Person-sensitive TAME marking in Galo
Historical origins and functional motivation
Scott DeLancey’s analysis of person-sensitive TAME marking in Lhasa Tibetan – “a.k.a. conjunct-disjunct marking” or “egophoricity” – has stimulated considerable discussion and debate, particularly as previously little-known languages of the Tibeto-Burman area, as well as outside it, have come to be described, and a wider range of functional factors have been taken into account. This chapter is intended as a contribution to this discussion, by presenting the first detailed analysis of person-sensitive TAME marking in a language of the Tani subgroup of Tibeto-Burman, namely Galo. Like Tournadre (2008), I find that person-sensitive TAME marking in Galo is not a grammaticalized index of person (“agreement”) nor of cross-clause subject continuity, but is instead a semantic index of an assertor’s knowledge state. Unlike in more westerly Tibeto-Burman languages, however, different construals of agency and/or volition do not seem to be factors in the Galo system. Thus, there are both similarities and differences underlying systems of person-sensitive TAME marking in different Tibeto-Burman languages; this suggests that further research - particularly, employing a diachronic perspective when possible - will be required before we can confidently characterize person-sensitive TAME marking from a pan-Tibeto-Burman (or broader) cross-linguistic perspective.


### YOUR INSTRUCTIONS:
Isolate every line in the records below with "Income" in it.

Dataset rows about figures
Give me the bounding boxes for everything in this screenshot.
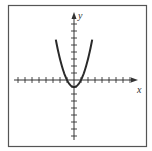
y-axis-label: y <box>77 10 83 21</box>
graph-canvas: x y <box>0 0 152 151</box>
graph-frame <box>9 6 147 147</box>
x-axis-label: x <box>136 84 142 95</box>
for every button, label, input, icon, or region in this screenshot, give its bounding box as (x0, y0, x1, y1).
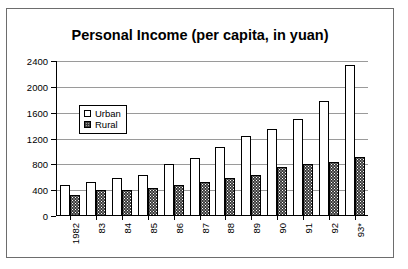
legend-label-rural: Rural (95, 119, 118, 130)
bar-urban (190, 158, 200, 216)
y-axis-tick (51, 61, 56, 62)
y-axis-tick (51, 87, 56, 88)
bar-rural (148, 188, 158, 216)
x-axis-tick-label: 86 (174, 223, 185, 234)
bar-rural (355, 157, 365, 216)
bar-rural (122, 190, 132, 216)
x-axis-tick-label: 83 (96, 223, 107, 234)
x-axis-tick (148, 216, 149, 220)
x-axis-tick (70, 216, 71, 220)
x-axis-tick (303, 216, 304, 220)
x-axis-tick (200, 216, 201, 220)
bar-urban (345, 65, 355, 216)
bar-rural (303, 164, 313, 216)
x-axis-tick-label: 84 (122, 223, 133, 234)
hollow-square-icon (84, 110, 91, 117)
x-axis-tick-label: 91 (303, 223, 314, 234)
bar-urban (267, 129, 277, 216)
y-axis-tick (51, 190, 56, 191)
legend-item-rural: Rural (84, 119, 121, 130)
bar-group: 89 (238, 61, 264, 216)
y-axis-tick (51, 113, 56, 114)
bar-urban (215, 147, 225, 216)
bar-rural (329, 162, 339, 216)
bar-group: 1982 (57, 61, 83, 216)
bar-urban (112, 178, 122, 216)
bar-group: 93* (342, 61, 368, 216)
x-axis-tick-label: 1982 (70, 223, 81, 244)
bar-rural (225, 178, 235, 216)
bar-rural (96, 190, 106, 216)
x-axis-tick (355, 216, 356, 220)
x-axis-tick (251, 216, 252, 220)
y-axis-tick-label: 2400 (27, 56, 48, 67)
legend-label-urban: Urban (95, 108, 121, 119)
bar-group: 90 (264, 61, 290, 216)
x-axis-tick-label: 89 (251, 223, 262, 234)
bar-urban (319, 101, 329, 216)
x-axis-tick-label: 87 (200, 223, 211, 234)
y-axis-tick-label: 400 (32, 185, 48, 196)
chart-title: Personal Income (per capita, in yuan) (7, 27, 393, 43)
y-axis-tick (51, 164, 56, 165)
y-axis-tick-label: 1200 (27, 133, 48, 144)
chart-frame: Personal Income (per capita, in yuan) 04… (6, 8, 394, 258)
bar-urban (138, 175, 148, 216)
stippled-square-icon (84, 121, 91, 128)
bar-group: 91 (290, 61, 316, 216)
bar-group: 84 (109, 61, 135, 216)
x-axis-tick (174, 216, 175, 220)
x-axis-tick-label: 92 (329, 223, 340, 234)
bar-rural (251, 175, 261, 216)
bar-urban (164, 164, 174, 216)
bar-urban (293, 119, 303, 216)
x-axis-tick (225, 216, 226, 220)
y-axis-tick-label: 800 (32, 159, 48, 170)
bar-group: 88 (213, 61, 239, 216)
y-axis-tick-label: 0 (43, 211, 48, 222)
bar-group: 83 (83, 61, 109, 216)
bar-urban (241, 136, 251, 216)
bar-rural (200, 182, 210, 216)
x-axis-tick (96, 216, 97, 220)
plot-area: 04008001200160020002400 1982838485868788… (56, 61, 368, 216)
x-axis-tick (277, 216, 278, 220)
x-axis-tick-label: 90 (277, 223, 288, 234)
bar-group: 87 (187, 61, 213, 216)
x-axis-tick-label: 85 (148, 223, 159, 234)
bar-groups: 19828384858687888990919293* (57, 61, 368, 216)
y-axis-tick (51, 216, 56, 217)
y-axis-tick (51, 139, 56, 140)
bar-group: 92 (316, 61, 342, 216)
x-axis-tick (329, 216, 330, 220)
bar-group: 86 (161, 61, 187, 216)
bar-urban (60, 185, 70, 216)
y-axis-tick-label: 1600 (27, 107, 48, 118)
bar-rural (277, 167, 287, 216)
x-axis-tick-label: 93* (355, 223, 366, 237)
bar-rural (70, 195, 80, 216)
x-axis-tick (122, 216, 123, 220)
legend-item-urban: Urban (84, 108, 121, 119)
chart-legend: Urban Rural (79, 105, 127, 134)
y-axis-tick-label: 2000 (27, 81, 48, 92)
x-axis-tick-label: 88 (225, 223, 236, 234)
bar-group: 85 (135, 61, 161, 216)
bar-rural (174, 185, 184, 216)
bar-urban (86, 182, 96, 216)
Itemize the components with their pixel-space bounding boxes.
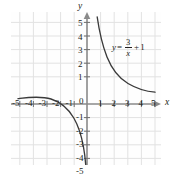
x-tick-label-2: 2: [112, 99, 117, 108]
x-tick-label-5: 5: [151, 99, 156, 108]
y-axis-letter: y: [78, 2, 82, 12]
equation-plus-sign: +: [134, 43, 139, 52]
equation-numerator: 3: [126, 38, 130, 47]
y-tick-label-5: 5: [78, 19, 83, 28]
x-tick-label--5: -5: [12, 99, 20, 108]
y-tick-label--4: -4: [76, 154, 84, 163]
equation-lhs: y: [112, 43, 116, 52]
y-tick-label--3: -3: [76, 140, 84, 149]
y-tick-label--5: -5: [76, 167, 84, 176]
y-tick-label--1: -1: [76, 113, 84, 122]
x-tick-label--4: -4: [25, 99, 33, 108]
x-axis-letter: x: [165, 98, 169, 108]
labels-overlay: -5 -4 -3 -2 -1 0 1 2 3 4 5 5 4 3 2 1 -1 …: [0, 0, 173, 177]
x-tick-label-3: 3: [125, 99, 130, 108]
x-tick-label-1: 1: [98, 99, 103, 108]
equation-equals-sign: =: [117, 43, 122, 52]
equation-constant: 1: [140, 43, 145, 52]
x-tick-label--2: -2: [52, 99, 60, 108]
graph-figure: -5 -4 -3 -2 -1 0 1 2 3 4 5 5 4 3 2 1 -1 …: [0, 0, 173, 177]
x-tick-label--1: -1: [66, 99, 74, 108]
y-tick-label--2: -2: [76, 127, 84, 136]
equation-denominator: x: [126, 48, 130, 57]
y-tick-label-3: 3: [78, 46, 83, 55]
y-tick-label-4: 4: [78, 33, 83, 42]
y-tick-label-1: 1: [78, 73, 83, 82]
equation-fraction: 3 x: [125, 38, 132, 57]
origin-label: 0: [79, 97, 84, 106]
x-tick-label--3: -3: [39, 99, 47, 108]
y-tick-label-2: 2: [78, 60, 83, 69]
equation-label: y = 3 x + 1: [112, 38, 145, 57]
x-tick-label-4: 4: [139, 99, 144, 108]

### EXERCISE OUTPUT:
chart-title: Personal Income (per capita, in yuan) (7, 27, 393, 43)
chart-frame: Personal Income (per capita, in yuan) 04… (6, 8, 394, 258)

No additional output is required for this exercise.